Today is World Cancer Day, a perfect time to raise awareness and spur action in the fight against cancer. It’s a day to reflect on a very important question: What is the main cause of cancer? Is it driven by avoidable lifestyle and environmental factors or is it largely due to chance?

That question is particularly relevant in light of President Obama’s call in his final State of the Union address for a cancer “moonshot” to “make America the country that cures cancer once and for all.” Investing in innovative and promising treatments certainly will, and should, be a critical focus of the “moonshot” initiative, but we shouldn’t lose sight of the other side of the cancer fight – preventing it in the first place.

How much do we need to focus on prevention? Is cancer largely avoidable or not?

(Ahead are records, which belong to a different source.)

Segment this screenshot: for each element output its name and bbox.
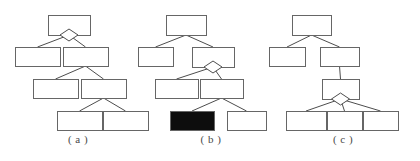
panel-a-edges: [38, 35, 126, 111]
node-box[interactable]: [104, 112, 149, 131]
tree-node[interactable]: [201, 80, 244, 99]
node-box[interactable]: [34, 80, 79, 99]
tree-node[interactable]: [287, 112, 327, 131]
panel-c-caption: ( c ): [333, 133, 353, 145]
node-box[interactable]: [58, 112, 103, 131]
tree-edge: [156, 35, 187, 47]
tree-node[interactable]: [328, 112, 363, 131]
tree-edge: [340, 66, 341, 79]
tree-node[interactable]: [193, 48, 235, 74]
node-box[interactable]: [156, 80, 199, 99]
panel-a-caption: ( a ): [68, 133, 88, 145]
node-box[interactable]: [328, 112, 363, 131]
node-box[interactable]: [16, 48, 61, 67]
tree-node[interactable]: [58, 112, 103, 131]
tree-node[interactable]: [156, 80, 199, 99]
tree-node[interactable]: [270, 48, 306, 67]
panel-a: [16, 16, 149, 131]
panel-b: [139, 16, 267, 131]
node-box[interactable]: [364, 112, 399, 131]
tree-node[interactable]: [321, 48, 360, 67]
node-box[interactable]: [139, 48, 174, 67]
tree-edge: [80, 98, 104, 111]
tree-node[interactable]: [82, 80, 127, 99]
tree-node[interactable]: [167, 16, 207, 36]
node-box[interactable]: [201, 80, 244, 99]
tree-edge: [104, 98, 126, 111]
tree-node[interactable]: [49, 16, 91, 42]
tree-edge: [287, 35, 312, 47]
tree-edge: [186, 35, 213, 47]
tree-edge: [192, 98, 222, 111]
panel-c: [270, 16, 399, 131]
tree-node[interactable]: [293, 16, 332, 36]
tree-edge: [222, 98, 247, 111]
tree-node[interactable]: [139, 48, 174, 67]
panel-b-edges: [156, 35, 247, 111]
tree-edge: [86, 66, 104, 79]
tree-node[interactable]: [104, 112, 149, 131]
tree-node[interactable]: [228, 112, 267, 131]
node-box[interactable]: [293, 16, 332, 36]
node-box[interactable]: [321, 48, 360, 67]
node-box[interactable]: [287, 112, 327, 131]
tree-node[interactable]: [16, 48, 61, 67]
node-box[interactable]: [167, 16, 207, 36]
node-box[interactable]: [82, 80, 127, 99]
panel-b-caption: ( b ): [201, 133, 222, 145]
node-box[interactable]: [171, 112, 215, 131]
tree-node[interactable]: [323, 80, 360, 106]
tree-node[interactable]: [364, 112, 399, 131]
node-box[interactable]: [270, 48, 306, 67]
tree-node-highlighted[interactable]: [171, 112, 215, 131]
node-box[interactable]: [228, 112, 267, 131]
tree-edge: [312, 35, 340, 47]
node-box[interactable]: [64, 48, 109, 67]
tree-edge: [56, 66, 86, 79]
tree-node[interactable]: [34, 80, 79, 99]
tree-node[interactable]: [64, 48, 109, 67]
tree-diagram-figure: ( a )( b )( c ): [0, 0, 420, 161]
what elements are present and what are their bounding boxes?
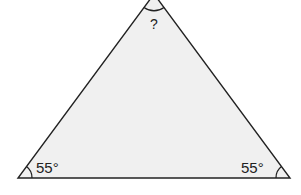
bottom-right-angle-label: 55° (241, 159, 264, 176)
triangle-diagram: ? 55° 55° (0, 0, 301, 195)
bottom-left-angle-label: 55° (36, 159, 59, 176)
apex-angle-label: ? (150, 16, 158, 32)
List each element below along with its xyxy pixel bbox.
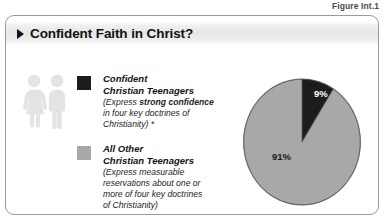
triangle-right-icon [17,29,24,39]
two-people-icon [19,71,71,129]
legend-swatch-dark [76,75,92,91]
legend-title-line-2: Christian Teenagers [103,155,216,167]
legend-title-line-1: All Other [103,143,216,155]
legend-desc-line-3: Christianity) * [103,119,216,130]
legend-desc-line-1: (Express measurable [103,167,216,178]
legend-item-all-other: All Other Christian Teenagers (Express m… [76,143,216,211]
figure-number-label: Figure Int.1 [332,1,379,11]
pie-chart: 9% 91% [242,78,362,207]
legend-title-line-1: Confident [103,73,216,85]
legend-desc-emphasis: strong confidence [139,97,214,107]
legend-description: (Express strong confidence in four key d… [103,97,216,130]
pie-value-label-dark: 9% [314,88,328,99]
legend-desc-line-2: reservations about one or [103,178,216,189]
legend-desc-line-2: in four key doctrines of [103,108,216,119]
legend-item-confident: Confident Christian Teenagers (Express s… [76,73,216,130]
legend-desc-line-4: of Christianity) [103,200,216,211]
legend-desc-prefix: (Express [103,97,139,107]
legend-title-line-2: Christian Teenagers [103,85,216,97]
pie-value-label-light: 91% [272,151,291,162]
legend-desc-line-3: more of four key doctrines [103,189,216,200]
figure-card: Confident Faith in Christ? Confident Chr… [5,15,379,215]
page-title: Confident Faith in Christ? [30,26,193,41]
legend-description: (Express measurable reservations about o… [103,167,216,211]
card-header: Confident Faith in Christ? [6,22,378,45]
pie-slice [244,79,361,205]
legend-swatch-gray [76,145,92,161]
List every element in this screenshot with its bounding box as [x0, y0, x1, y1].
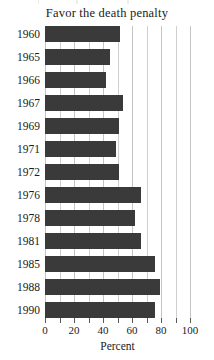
bar-row: 1978 [45, 210, 190, 226]
x-tick-label-40: 40 [98, 324, 109, 336]
category-label-1969: 1969 [17, 120, 40, 132]
x-tick-40 [103, 318, 104, 323]
bar-1988 [45, 279, 160, 295]
bar-1966 [45, 72, 106, 88]
x-tick-90 [176, 318, 177, 323]
bar-1969 [45, 118, 119, 134]
bar-1981 [45, 233, 141, 249]
bar-1965 [45, 49, 110, 65]
category-label-1971: 1971 [17, 143, 40, 155]
bar-row: 1985 [45, 256, 190, 272]
bar-row: 1967 [45, 95, 190, 111]
bar-row: 1960 [45, 26, 190, 42]
x-tick-20 [74, 318, 75, 323]
bar-row: 1972 [45, 164, 190, 180]
x-tick-80 [161, 318, 162, 323]
x-tick-30 [89, 318, 90, 323]
category-label-1972: 1972 [17, 166, 40, 178]
bar-1976 [45, 187, 141, 203]
plot-area: 1960196519661967196919711972197619781981… [45, 26, 190, 318]
x-axis-title: Percent [45, 340, 190, 352]
bar-1967 [45, 95, 123, 111]
category-label-1985: 1985 [17, 258, 40, 270]
bar-row: 1981 [45, 233, 190, 249]
x-tick-label-100: 100 [182, 324, 199, 336]
bar-row: 1969 [45, 118, 190, 134]
bar-series: 1960196519661967196919711972197619781981… [45, 26, 190, 318]
chart-title: Favor the death penalty [0, 6, 214, 21]
bar-1972 [45, 164, 119, 180]
category-label-1976: 1976 [17, 189, 40, 201]
category-label-1966: 1966 [17, 74, 40, 86]
bar-row: 1976 [45, 187, 190, 203]
x-tick-label-60: 60 [127, 324, 138, 336]
bar-row: 1990 [45, 302, 190, 318]
bar-1971 [45, 141, 116, 157]
category-label-1965: 1965 [17, 51, 40, 63]
category-label-1988: 1988 [17, 281, 40, 293]
bar-row: 1965 [45, 49, 190, 65]
gridline-100 [190, 26, 191, 318]
x-tick-10 [60, 318, 61, 323]
x-tick-60 [132, 318, 133, 323]
bar-1985 [45, 256, 155, 272]
bar-chart: Favor the death penalty 1960196519661967… [0, 0, 214, 360]
category-label-1990: 1990 [17, 304, 40, 316]
category-label-1967: 1967 [17, 97, 40, 109]
bar-1990 [45, 302, 155, 318]
category-label-1978: 1978 [17, 212, 40, 224]
x-axis: Percent 020406080100 [45, 318, 190, 360]
bar-row: 1971 [45, 141, 190, 157]
category-label-1981: 1981 [17, 235, 40, 247]
category-label-1960: 1960 [17, 28, 40, 40]
x-tick-0 [45, 318, 46, 323]
bar-row: 1988 [45, 279, 190, 295]
x-tick-100 [190, 318, 191, 323]
x-tick-label-80: 80 [156, 324, 167, 336]
bar-row: 1966 [45, 72, 190, 88]
x-tick-50 [118, 318, 119, 323]
x-tick-label-0: 0 [42, 324, 48, 336]
x-tick-label-20: 20 [69, 324, 80, 336]
x-tick-70 [147, 318, 148, 323]
bar-1960 [45, 26, 120, 42]
clipped-header-artifact [28, 0, 188, 4]
bar-1978 [45, 210, 135, 226]
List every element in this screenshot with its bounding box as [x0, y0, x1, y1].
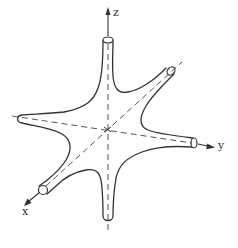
- diagram-canvas: [0, 0, 238, 248]
- star-surface-diagram: z y x: [0, 0, 238, 248]
- z-top-cap: [103, 37, 113, 43]
- y-axis-hidden: [12, 116, 192, 143]
- x-lower-left-cap: [39, 186, 48, 195]
- z-axis-label: z: [113, 7, 119, 18]
- z-axis: [106, 7, 111, 36]
- y-axis-label: y: [218, 140, 224, 151]
- y-axis: [198, 144, 215, 150]
- x-axis-label: x: [22, 206, 28, 217]
- x-axis: [24, 192, 40, 206]
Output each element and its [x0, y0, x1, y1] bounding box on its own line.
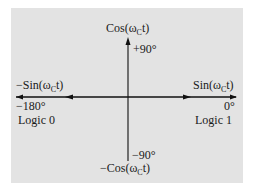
- angle-neg180: −180°: [16, 100, 46, 113]
- neg-sin-label: −Sin(ωCt): [16, 79, 63, 96]
- cos-label: Cos(ωCt): [106, 22, 149, 39]
- angle-plus90: +90°: [133, 43, 157, 56]
- neg-cos-label: −Cos(ωCt): [100, 162, 150, 179]
- logic0-label: Logic 0: [18, 114, 55, 127]
- vector-logic1-arrow-icon: [183, 95, 191, 100]
- sin-label: Sin(ωCt): [193, 79, 234, 96]
- logic1-label: Logic 1: [195, 114, 232, 127]
- angle-0: 0°: [224, 100, 235, 113]
- vector-logic0-arrow-icon: [65, 95, 73, 100]
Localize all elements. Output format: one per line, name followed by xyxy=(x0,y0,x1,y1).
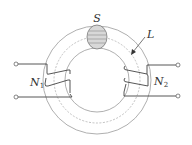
label-n2: N2 xyxy=(153,75,168,89)
cross-section-ellipse xyxy=(87,25,107,49)
l-pointer-line xyxy=(133,37,145,52)
label-n1: N1 xyxy=(29,76,44,90)
inner-ring xyxy=(65,48,129,112)
terminal-icon xyxy=(176,63,180,67)
arrow-icon xyxy=(131,49,136,55)
cross-section xyxy=(87,25,107,49)
terminal-icon xyxy=(14,95,18,99)
terminal-icon xyxy=(14,62,18,66)
secondary-winding xyxy=(124,63,180,98)
label-l: L xyxy=(146,28,154,41)
label-s: S xyxy=(93,12,101,25)
toroid-diagram: S L N1 N2 xyxy=(0,0,192,145)
terminal-icon xyxy=(176,94,180,98)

Early in 2015, a pair of scientists at Johns Hopkins University in Maryland tackled this question and concluded the majority of cancer is due to “bad luck.” They observed that the faster the stem cells in an organ divide and replicate, the more likely cancer is to develop. (Cell division is the body’s way of growing and replacing old or damaged cells). The premise makes sense. Every time a cell divides into new cells it’s a roll of the dice, because there is a chance – a very, very small chance – of a spontaneous error in the new cells’ DNA, such as a mutation, that could cause cancer. The more times you roll the dice, the more likely you are to come up with a bad number.

Their conclusion that about 65 percent of all cancers are a result of “bad luck” sparked a lot of debate, because the study was limited in how it accounted for external factors such as lifestyle and the environment – which can greatly influence cell division and mutation rates. Plus, we see the powerful effect of lifestyle and environment in the real world. Cancer rates vary substantially worldwide and cancer rates among immigrants more closely match the rates in their new country than in their country of origin.

This led a group at Stony Brook University in New York to reexamine the question using the same data. They concluded that cell division rates are responsible for only a baseline risk, accounting for about 10-30 percent of cancers. The remaining 70-90 percent of our risk is due to external factors including lifestyle and environmental exposures.

Whether external factors account for 90 percent or 35 percent of cancer risk, or somewhere in between, both studies point to the same thing: A substantial number of cancers are preventable.

Prevention starts with us. Living a healthy lifestyle, not smoking, eating a  nutritious diet, staying physically active and avoiding sexually transmitted disease are all things within our control. We can also reduce our exposures to toxic substances.

EWG has compiled a list of 10 simple steps you can take in and around your home to further reduce cancer risk for you and your family.

When it comes to cancer, we can’t stop rolling the dice, but a healthy lifestyle and clean environment certainly shift the odds in our favor.